The Inquisitor nodded his head on the repeater screen, then it went blank.
So the woman out of time really has run out of time, thought the Admiral. To have come from tens of thousands of years in the past, from the time before the ancestors left the system, before the homeworld was destroyed. To have rejected the God of her fathers, only to fall to those who worship the same God, as he would have wanted to be worshipped. The Admiral shook his head as he walked over to the Com Officer’s station.
“We have the pyramid on the screen, Admiral,” said the Lieutenant, looking at the ancient object centered in the viewer.
“Send the signal, and let’s see what happens,” said the Admiral, grasping the back of the officer’s seat with his hand.
The Com Officer nodded and pushed the lit tabs of the touch display. “It’s on its way,” said the man, the tension displayed in the set of his eyes.
Who can blame him, thought the Admiral, his own hands tensing on the back of the chair. This could be the wipe them all out signal.
“Something’s happening,” said the tech, staring at the screen.

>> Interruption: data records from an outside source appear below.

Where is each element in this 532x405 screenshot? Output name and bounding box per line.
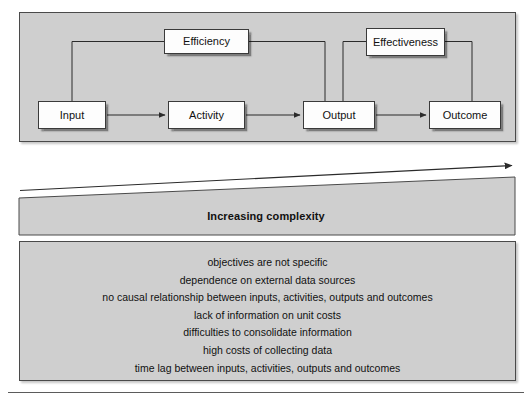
complexity-label: Increasing complexity — [0, 210, 532, 222]
issue-line: difficulties to consolidate information — [20, 324, 515, 342]
issue-line: time lag between inputs, activities, out… — [20, 360, 515, 378]
node-effectiveness-label: Effectiveness — [373, 37, 438, 48]
node-activity-label: Activity — [189, 110, 224, 121]
issue-line: lack of information on unit costs — [20, 307, 515, 325]
node-effectiveness: Effectiveness — [366, 28, 445, 56]
node-activity: Activity — [168, 101, 245, 129]
complexity-wedge-shape — [0, 150, 532, 242]
node-output: Output — [303, 101, 375, 129]
increasing-complexity-block: Increasing complexity — [0, 150, 532, 242]
node-outcome-label: Outcome — [443, 110, 488, 121]
node-outcome: Outcome — [429, 101, 501, 129]
complexity-wedge — [19, 177, 515, 235]
node-efficiency-label: Efficiency — [183, 36, 230, 47]
issue-line: no causal relationship between inputs, a… — [20, 289, 515, 307]
measurement-issues-panel: objectives are not specific dependence o… — [19, 241, 516, 381]
node-efficiency: Efficiency — [164, 29, 249, 54]
node-input-label: Input — [60, 110, 84, 121]
issue-line: objectives are not specific — [20, 254, 515, 272]
issue-line: dependence on external data sources — [20, 272, 515, 290]
issue-line: high costs of collecting data — [20, 342, 515, 360]
node-output-label: Output — [322, 110, 355, 121]
process-model-panel: Input Activity Output Outcome Efficiency… — [19, 12, 516, 142]
bottom-divider-rule — [8, 392, 524, 393]
node-input: Input — [38, 101, 106, 129]
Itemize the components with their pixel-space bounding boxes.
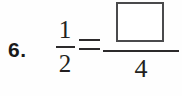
equals-bar-top — [79, 39, 100, 41]
left-fraction: 1 2 — [52, 16, 78, 82]
left-fraction-bar — [56, 46, 75, 48]
math-problem-screenshot: 6. 1 2 4 — [0, 0, 182, 96]
problem-number-label: 6. — [8, 38, 27, 62]
right-fraction: 4 — [102, 0, 180, 92]
equals-bar-bottom — [79, 48, 100, 50]
right-fraction-bar — [103, 50, 179, 52]
equals-sign — [79, 39, 100, 52]
answer-box-input[interactable] — [116, 2, 164, 42]
right-fraction-denominator: 4 — [102, 54, 180, 84]
left-fraction-numerator: 1 — [59, 16, 72, 44]
left-fraction-denominator: 2 — [59, 50, 72, 78]
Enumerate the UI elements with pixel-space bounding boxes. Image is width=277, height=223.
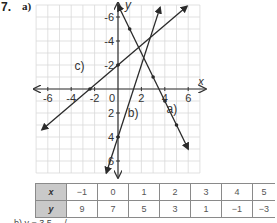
x-tick-label: 0: [109, 92, 115, 104]
x-tick-label: -4: [66, 92, 76, 104]
table-cell: 5: [253, 184, 276, 201]
y-axis-label: y: [124, 0, 132, 12]
table-cell: 2: [160, 184, 191, 201]
data-point: [88, 87, 92, 91]
table-cell: −1: [222, 201, 253, 218]
next-part-text: b) y = 3.5 ... /: [14, 218, 67, 223]
x-tick-label: 2: [138, 92, 144, 104]
values-table: x −1 0 1 2 3 4 5 y 9 7 5 3 1 −1 −3: [35, 183, 275, 218]
table-cell: 3: [191, 184, 222, 201]
table-cell: −3: [253, 201, 276, 218]
x-axis-label: x: [197, 75, 204, 87]
y-tick-label: 2: [108, 107, 114, 119]
data-point: [151, 75, 155, 79]
table-cell: 5: [129, 201, 160, 218]
table-cell: 1: [129, 184, 160, 201]
table-cell: 4: [222, 184, 253, 201]
data-point: [116, 135, 120, 139]
line-c: [42, 6, 187, 130]
table-cell: 1: [191, 201, 222, 218]
x-tick-label: -6: [43, 92, 53, 104]
data-point: [175, 123, 179, 127]
table-cell: 9: [67, 201, 98, 218]
y-tick-label: -6: [104, 11, 114, 23]
table-cell: 3: [160, 201, 191, 218]
line-label: c): [74, 59, 84, 73]
y-tick-label: 4: [108, 131, 114, 143]
line-b: [106, 7, 160, 173]
table-row-x: x −1 0 1 2 3 4 5: [36, 184, 276, 201]
table-cell: 0: [98, 184, 129, 201]
table-row-y: y 9 7 5 3 1 −1 −3: [36, 201, 276, 218]
x-tick-label: 6: [185, 92, 191, 104]
row-header-x: x: [36, 184, 67, 201]
line-label: b): [128, 106, 139, 120]
x-tick-label: -2: [90, 92, 100, 104]
line-label: a): [166, 102, 177, 116]
row-header-y: y: [36, 201, 67, 218]
table-cell: 7: [98, 201, 129, 218]
data-point: [128, 27, 132, 31]
y-tick-label: -2: [104, 59, 114, 71]
y-tick-label: -4: [104, 35, 114, 47]
table-cell: −1: [67, 184, 98, 201]
coordinate-graph: -6-4-20246642-2-4-6xya)b)c): [0, 0, 277, 183]
axis-labels: -6-4-20246642-2-4-6xya)b)c): [43, 0, 204, 167]
data-point: [116, 63, 120, 67]
y-tick-label: 6: [108, 155, 114, 167]
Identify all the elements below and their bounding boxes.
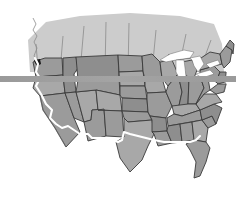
- state-idaho: [63, 57, 78, 93]
- us-map-graphic: [0, 0, 236, 198]
- state-nebraska: [120, 86, 147, 99]
- state-maryland-delaware: [210, 84, 226, 94]
- state-kansas: [122, 98, 148, 112]
- horizontal-overlay-bar: [0, 76, 236, 82]
- state-arkansas: [150, 116, 167, 132]
- state-north-dakota: [118, 55, 143, 72]
- map-figure: United States map Contiguous United Stat…: [0, 0, 236, 198]
- state-florida: [186, 140, 210, 178]
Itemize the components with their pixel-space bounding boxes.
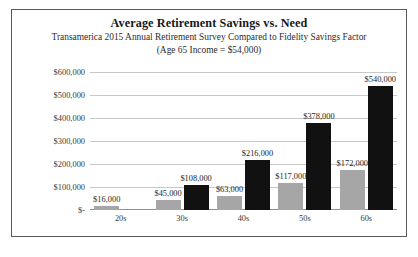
bar-savings-20s[interactable]: [94, 206, 119, 210]
y-axis-tick-label: $400,000: [13, 114, 85, 123]
y-axis: $-$100,000$200,000$300,000$400,000$500,0…: [12, 72, 85, 210]
bar-label-need-60s: $540,000: [354, 75, 406, 84]
gridline: [90, 118, 397, 119]
bar-label-need-40s: $216,000: [232, 149, 284, 158]
x-axis-tick-30s: 30s: [151, 213, 212, 224]
bar-label-need-30s: $108,000: [170, 174, 222, 183]
bar-savings-60s[interactable]: [340, 170, 365, 210]
bar-need-40s[interactable]: [245, 160, 270, 210]
gridline: [90, 95, 397, 96]
gridline: [90, 141, 397, 142]
bar-savings-40s[interactable]: [217, 196, 242, 210]
plot-wrapper: $-$100,000$200,000$300,000$400,000$500,0…: [12, 10, 406, 236]
x-axis-tick-60s: 60s: [336, 213, 397, 224]
bar-label-need-50s: $378,000: [293, 112, 345, 121]
bar-savings-50s[interactable]: [278, 183, 303, 210]
y-axis-tick-label: $100,000: [13, 183, 85, 192]
plot-area: $16,000$45,000$108,000$63,000$216,000$11…: [90, 72, 397, 210]
x-axis-tick-50s: 50s: [274, 213, 335, 224]
y-axis-tick-label: $-: [13, 206, 85, 215]
bar-savings-30s[interactable]: [156, 200, 181, 210]
y-axis-tick-label: $500,000: [13, 91, 85, 100]
gridline: [90, 72, 397, 73]
y-axis-tick-label: $200,000: [13, 160, 85, 169]
y-axis-tick-label: $600,000: [13, 68, 85, 77]
y-axis-tick-label: $300,000: [13, 137, 85, 146]
chart-card: Average Retirement Savings vs. Need Tran…: [11, 9, 407, 237]
bar-need-60s[interactable]: [368, 86, 393, 210]
x-axis-tick-40s: 40s: [213, 213, 274, 224]
x-axis-tick-20s: 20s: [90, 213, 151, 224]
x-axis: 20s30s40s50s60s: [90, 213, 397, 229]
bar-label-savings-20s: $16,000: [81, 195, 133, 204]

The Admiral watched as the view zoomed in to an area of the pyramid that was clear of the vines and lianas that draped the rest of the structure. Something was appearing there. Something that looked like a shadow against the sun dappled surface of the structure. It grew, and it took a moment for the Admiral to realize wh
at it was. “The door is opening,” he whispered while watching the entrance to the pyramid revealed. For generations his own people had tried to open the pyramids on the worlds they occupied, with no success. And here one was opening, and with it a possible link to the Donut.
“Get me Commodore Tisher,” ordered the Admiral, looking over at another com tech. Eight more ships had arrived from home. The Nation of Humanity was risking all on this venture, putting all of their starships in the Supersystem. Home was protected by less capable interplanetary vessels and orbital fortresses. It was a roll of the dice, but one Gerasi approved of.
“Admiral,” came the voice of the younger officer as his face appeared on the viewer.
“Tisher,” said Gerasi, walking over to look at the man eye to eye on the viewer. “I want all of your marines at that pyramid as soon as possible, along with as many naval techs as you can spare.”
“I saw the thing opening,” said the now wide eyed flag officer. “What are my men to do?”
“We have an opportunity to take the Donut,” said the Admiral, pointing at the pyramid on the other viewer. “Get your men down there, and tell them to jump through whatever open wormhole they find. If there is more than one, then send recon parties through them all, but the primary target is that station. Understood?”
“The Donut,” stammered the man, his face paling. “Do we dare send an invasion force there? What about the Abomination?”